I should have been offended in numerous ways by what he said, but after spending day and night in their company, they’d accepted me, treated me as one of their own. There was nothing they could say or do that would spur me to outrage against them, or estrangement from them, apparently even sending me to my death.
“Well,” I sighed. “If the wards don’t kill me, Jordan most certainly will.”
Aleric’s laughter shook the tree top. I should have clung tighter, but I was again hoping the branches would release me. No such luck.
I peered back down into the city, to the entry point he’d indicated, and memorized the layout. In, left, arrow-right, left, arrow-right, left again if necessary, deciding it would be best if I stuck to a pattern that could be easily reversed. And the pattern I chose, was to not box myself in against the wall; to give myself room to run should I need it. I was going to need it.
The climb down was easier than going up and took far less time. Falling would have been preferable. Aleric then led me to the wall, showing me the quickest path through the trees t
o the field. And once facing the field, I would need to move left - there were more empty graves in that direction.

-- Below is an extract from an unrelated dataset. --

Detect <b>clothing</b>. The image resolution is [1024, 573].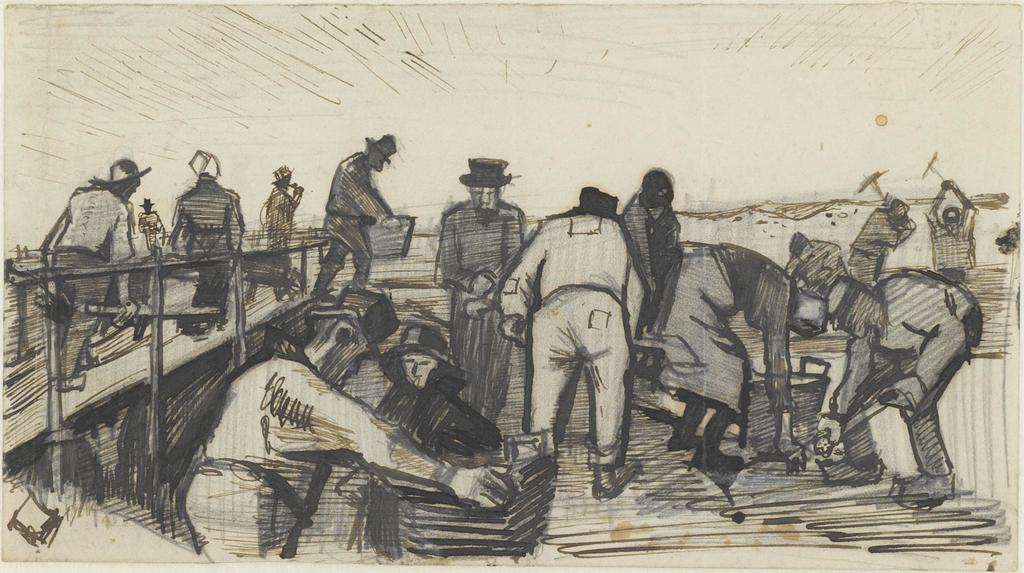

“You got it?” he finally asked me.
“I think so,” I exhaled, nodding. But I had no idea what I was doing. All I knew about the wards was what everyone had told me, which wasn’t a whole lot. For all I knew, I was their sacrificial lamb. I didn’t know them, not really, nor what their intentions were. I’d taken everything at face value, blindly accepted every word, but neither Grid nor Jordan had refuted anything they’d said about the wards.

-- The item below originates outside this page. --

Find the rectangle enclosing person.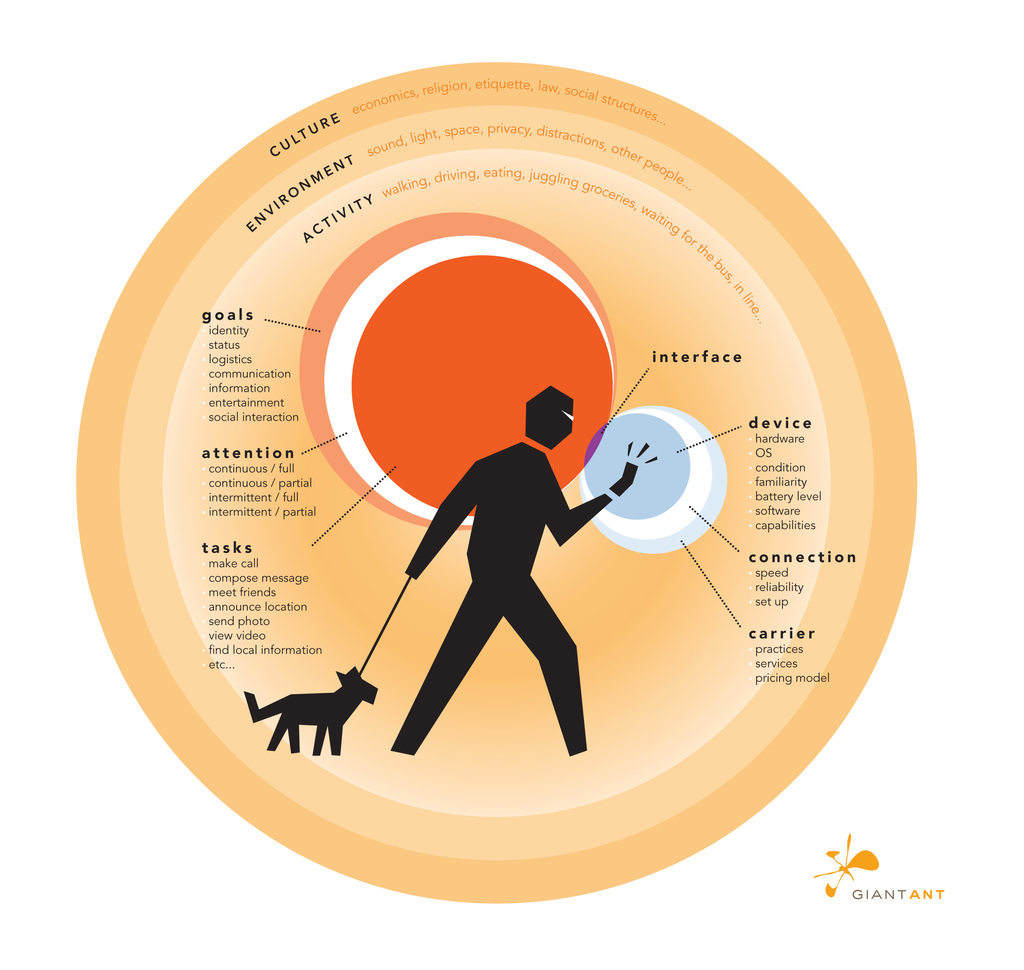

“Isn’t there an easier way? When they come out of the city at night?”
“We do, on occasion, but it’s not as effective. It’s too hard to get them into one group and we don’t have as much control over where we need to lead them to.”
“Ready?” came Haize’s voice, and I turned to see her and Lena walking toward us.
Not even a little bit! I wanted to scream at her.
“Here,” she said. “Give me your hand.”
I did so, willingly, before she decided to use force, and she slipped over my left hand a small, tan-colored, fingerless glove.
“What is it?” I asked holding my hand up to inspect it. It was fine, skin tight, but it didn’t hurt and I had full use of my hand.
“You used something similar to this at the Arena. When a ward is too close to you, make a fist and force the tension from your hand, like a pulse…”
“The way I showed you, flex your wrist,” Lena interrupted.
“And it will emit a frequency around you that disrupts their power and the Guardian’s control over them. Essentially it kills them, sends them back to the Spire, until they are regenerated once again, but it will get them away from you.”
“But I thought the point was to lead them out to the graves, not to let them go back?”
“It is,” she said, her tone turning urgent. “Only use this when they are too close to you. Don’t let them take you, no matter what. Understand?”